BAGHDAD, April 28 (UPI) -- Some of the improvised explosive bombs that targeted U.S. and Iraqi forces in Baghdad have links to Iran, U.S. military officials said Monday.
U.S. officials said a relatively lower number of deadly roadside bomb attacks in Baghdad is accompanied by a higher degree of efficiency, USA Today said.
"What we're seeing now is a more effective use of the Iranian munitions that are in our area, and that's directly tied back to more sophisticated training techniques," the commander of U.S. operations in southern Baghdad, U.S. Army Maj. Gen. Rick Lynch, told USA Today.
U.S. military reports a spike in the number of attacks on the U.S. and Iraqi forces are double their normal levels, signaling an uptick in violence from militants in Sadr City.
More than 2,000 Iraqi soldiers accompanied by U.S. troops entered the Baghdad area of Sadr City to respond to militant rocket fire on the fortified Green Zone that houses U.S. and Iraqi government offices.
The newspaper said 14 of the 33 U.S. deaths in Iraq occurred in Baghdad in April, though U.S. officials point out that Iraqi army casualties are three times those numbers.
U.S. and Iraqi forces occupy about 25 percent of Sadr City.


Exercise prompt
Return the lines below that contain the word "with".

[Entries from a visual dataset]
= = =

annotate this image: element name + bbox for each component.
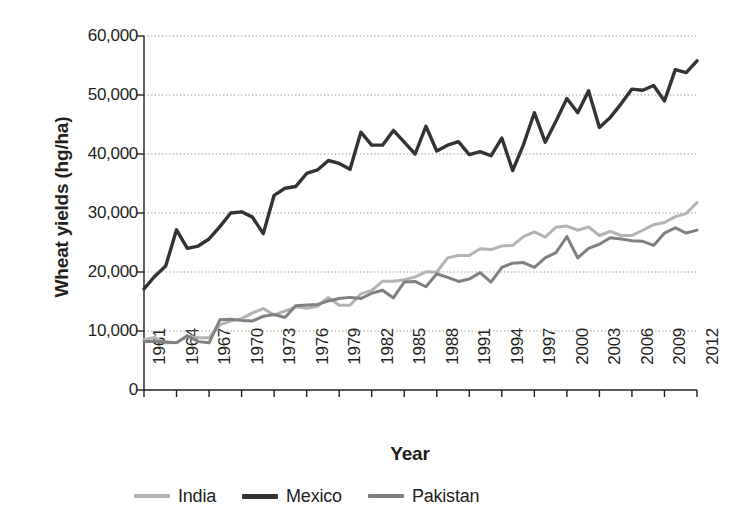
legend-swatch-icon [368,494,404,498]
wheat-yields-line-chart: Wheat yields (hg/ha) 010,00020,00030,000… [0,0,731,527]
legend-label: Pakistan [412,487,479,505]
legend-item-india[interactable]: India [134,487,216,505]
legend-label: Mexico [286,487,342,505]
legend-swatch-icon [134,494,170,498]
legend-item-mexico[interactable]: Mexico [242,487,342,505]
legend-item-pakistan[interactable]: Pakistan [368,487,479,505]
plot-area [0,0,731,527]
legend-swatch-icon [242,494,278,499]
series-line-pakistan [144,228,697,343]
legend-label: India [178,487,216,505]
series-line-india [144,203,697,343]
chart-legend: IndiaMexicoPakistan [134,487,479,505]
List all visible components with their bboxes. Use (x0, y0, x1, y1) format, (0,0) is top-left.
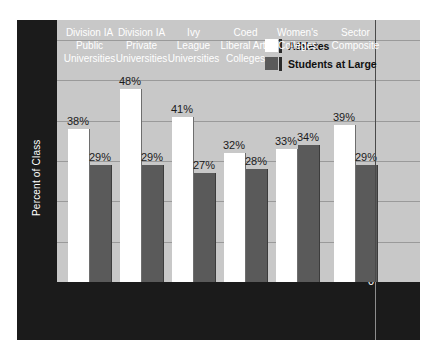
bar-students (194, 173, 216, 282)
bar-students (142, 165, 164, 282)
x-axis-label-band (17, 282, 420, 340)
category-label-line: Colleges (211, 52, 280, 65)
bar-athletes (224, 153, 246, 282)
bar-value-label: 32% (223, 140, 245, 151)
bar-athletes (68, 129, 90, 282)
bar-athletes (120, 89, 142, 282)
bar-athletes (172, 117, 194, 282)
bar-value-label: 29% (89, 152, 111, 163)
bar-value-label: 29% (141, 152, 163, 163)
bar-value-label: 41% (171, 104, 193, 115)
bar-value-label: 34% (297, 132, 319, 143)
bar-chart-figure: Percent of Class 0102030405060 38%29%48%… (17, 20, 420, 340)
bar-value-label: 38% (67, 116, 89, 127)
gridline (57, 121, 420, 122)
gridline (57, 80, 420, 81)
x-axis-category-label: SectorComposite (321, 26, 390, 52)
bar-athletes (276, 149, 298, 282)
bar-students (90, 165, 112, 282)
category-label-line: Sector (321, 26, 390, 39)
bar-value-label: 48% (119, 76, 141, 87)
bar-value-label: 39% (333, 112, 355, 123)
bar-value-label: 29% (355, 152, 377, 163)
y-axis-title: Percent of Class (31, 139, 42, 216)
bar-value-label: 27% (193, 160, 215, 171)
bar-value-label: 33% (275, 136, 297, 147)
bar-students (298, 145, 320, 282)
bar-students (246, 169, 268, 282)
legend-label-students: Students at Large (288, 58, 377, 70)
sector-separator-line-band (375, 282, 376, 340)
category-label-line: Composite (321, 39, 390, 52)
bar-value-label: 28% (245, 156, 267, 167)
legend-item-students: Students at Large (265, 56, 377, 71)
bar-athletes (334, 125, 356, 282)
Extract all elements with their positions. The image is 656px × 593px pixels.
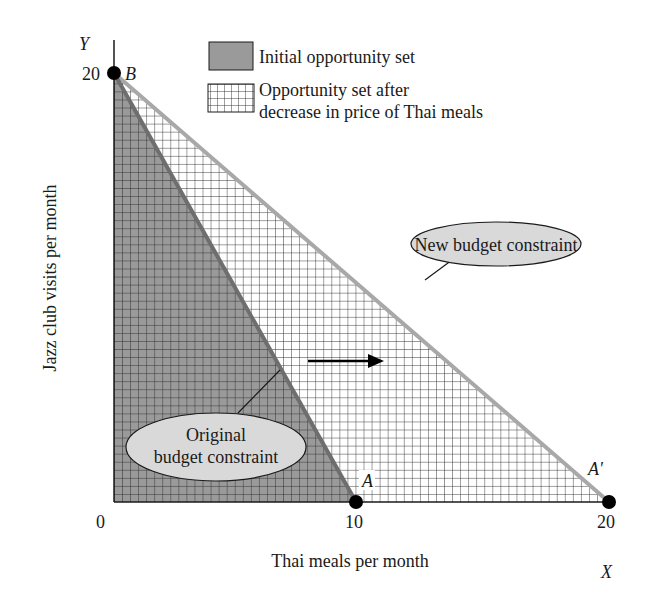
budget-constraint-chart: B A A' Y X 20 0 10 20 Thai meals per mon… bbox=[0, 0, 656, 593]
point-b-marker bbox=[107, 66, 121, 80]
legend-swatch-initial bbox=[209, 42, 253, 70]
point-a-prime-label: A' bbox=[587, 459, 604, 479]
point-a-label: A bbox=[361, 471, 374, 491]
new-budget-constraint-callout: New budget constraint bbox=[411, 222, 581, 280]
origin-label: 0 bbox=[96, 512, 105, 532]
original-budget-constraint-label-line1: Original bbox=[186, 425, 246, 445]
y-axis-title: Jazz club visits per month bbox=[40, 185, 60, 372]
y-axis-letter: Y bbox=[79, 34, 91, 54]
x-tick-10: 10 bbox=[345, 512, 363, 532]
original-budget-constraint-label-line2: budget constraint bbox=[154, 447, 278, 467]
legend: Initial opportunity set Opportunity set … bbox=[208, 42, 483, 122]
legend-label-new-line1: Opportunity set after bbox=[259, 80, 409, 100]
legend-swatch-new bbox=[208, 84, 254, 112]
x-tick-20: 20 bbox=[597, 512, 615, 532]
y-tick-20: 20 bbox=[82, 64, 100, 84]
legend-label-new-line2: decrease in price of Thai meals bbox=[259, 102, 483, 122]
point-a-marker bbox=[349, 495, 363, 509]
x-axis-letter: X bbox=[600, 562, 613, 582]
legend-label-initial: Initial opportunity set bbox=[259, 47, 415, 67]
point-a-prime-marker bbox=[602, 495, 616, 509]
new-budget-constraint-label: New budget constraint bbox=[415, 235, 578, 255]
point-b-label: B bbox=[125, 64, 136, 84]
x-axis-title: Thai meals per month bbox=[271, 551, 428, 571]
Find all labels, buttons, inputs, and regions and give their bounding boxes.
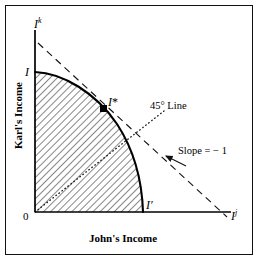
- figure-container: Ik Ij I I′ I* 0 45° Line Slope = − 1 Kar…: [0, 0, 262, 265]
- y-intercept-label: I: [25, 66, 29, 78]
- slope-label: Slope = − 1: [178, 146, 227, 157]
- plot-svg: [0, 0, 262, 265]
- x-intercept-label: I′: [146, 199, 153, 211]
- optimum-point-marker: [100, 105, 107, 112]
- slope-annotation-arrow: [166, 156, 186, 166]
- x-axis-symbol: Ij: [231, 209, 237, 222]
- y-axis-title: Karl's Income: [13, 71, 24, 161]
- optimum-point-label: I*: [108, 96, 118, 108]
- y-axis-symbol: Ik: [34, 17, 42, 30]
- forty-five-line-label: 45° Line: [150, 101, 187, 112]
- x-axis-title: John's Income: [58, 233, 188, 244]
- origin-label: 0: [23, 211, 29, 222]
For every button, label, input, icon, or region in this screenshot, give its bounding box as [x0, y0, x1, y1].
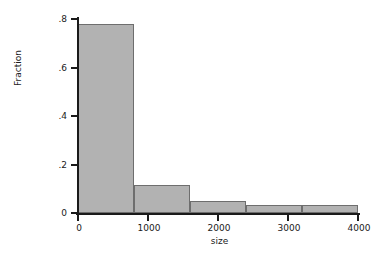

= = =

The completed task
List all visible components with their bboxes. Use (x0, y0, x1, y1) format, (0,0) is top-left.
Extract all elements with their positions. The image is 656px × 593px pixels.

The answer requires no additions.